It was just four months ago that Palestinian Authority leader Mahmoud Abbas delivered a speech that even critics of Israel acknowledged was anti-Semitic. Yet now, several Jewish ex-State Department officials are demanding that the U.S. government give him $200 million.
Abbas’s disgraceful tirade was said on May 1. He said the Jews in Europe provoked the Holocaust because of their “social function” as money lenders. He blamed Jews for communism, claiming that Josef Stalin was a secret Jew. He said that today’s Jews are not authentically Jewish, but are actually descendants from a medieval Turkish tribe. And he purported that there were never any pogroms in Arab countries.
Note that this was not some drunken rant in a bar. Abbas delivered prepared remarks to an official session of the legislature of the Palestine Liberation Organization, of which he serves as chairman. (He is also chairman of the Palestinian Authority, in the 13th year of a four-year term, in addition to the head of the Fatah Party. Busy guy!)
Abbas’s address was so blatantly bigoted that even passionate supporters of the Palestinian cause acknowledged that he is an anti-Semite.
The New York Times, for example, reported that Abbas’s remarks were “laced with deeply anti-Semitic tropes.” Nickolay E. Mladenov, the United Nations’ special coordinator for the Middle East, said Abbas was “perpetuating conspiracy theories that fuel anti-Semitism.”
Americans for Peace Now charged that Abbas made “vile anti-Semitic statements.” J Street admitted that Abbas’s address “featured absurd anti-Semitic tropes and deeply offensive comments on the history of the Jewish people and Israel.”
But now that Abbas’s anti-Semitism has temporarily faded from the headlines, the Jewish ex-State Department crowd has returned to one of their favorite pastimes: demanding U.S. money for this lunatic.
Writing in The Hill last week, veteran U.S. “peace processors” David Makovsky and Dennis Ross, together with ex-diplomat Dave Harden, bemoaned the recent U.S. government decision to reduce aid to the Palestinian Authority. They called for immediate restoration of $200 million of that aid.
Makovsky, Ross and Harden are not spearheading a crowdfunding effort to raise the money. No, they expect American taxpayers to pick up the tab. Exactly as American taxpayers have already provided more than $10 billion to the Palestinian Arabs since 1993.

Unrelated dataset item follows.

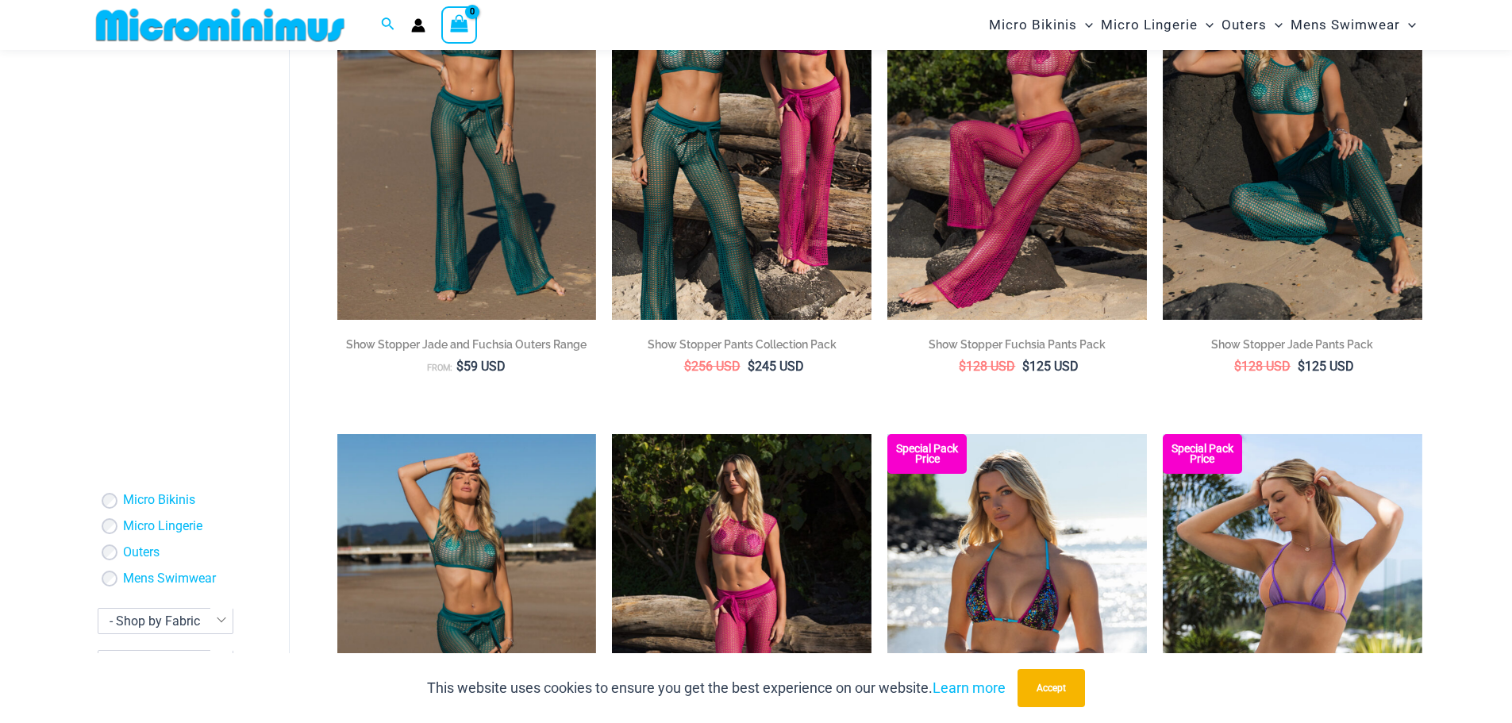 This screenshot has width=1512, height=723. Describe the element at coordinates (1017, 344) in the screenshot. I see `h2: Show Stopper Fuchsia Pants Pack` at that location.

Now these three advocates are certainly aware that a recently passed U.S. law, the Taylor Force Act, prohibits sending funds to the Palestinian Authority as long as the P.A. continues to pay salaries to imprisoned terrorists and their families.
And they know that the P.A. has loudly and repeatedly said that it will never stop paying terrorists.
So Makovsky, et al, believe that they have come up with a clever solution—a way to evade the U.S. law. They propose that the $200 million be given directly to what they call “humanitarian programs” in P.A.-controlled territory, rather than to the P.A. itself.
Sorry, Makovsky and company, but you’re not fooling anybody. Everybody knows that such money is fungible. Giving $200 million “directly” to specific programs just means that the P.A. won’t have to pay for those programs itself. Either way you look at it, it’s still a $200 million gift to a regime headed by a raving anti-Semite.
For the past 25 years, successive U.S. administrations tried the approach advocated by Makovsky, Ross and Harden. It didn’t work. That $10 billion has not brought us one inch closer to peace. Instead, both the Palestinian leadership and the public remain unwaveringly committed to hatred of Jews and war against Israel.
It’s time for a different approach.
Stephen M. Flatow, an attorney in New Jersey, is the father of Alisa Flatow, who was murdered in an Iranian-sponsored Palestinian terrorist attack in 1995. His book, “A Father’s Story: My Fight for Justice Against Iranian Terror,” will be published later this year.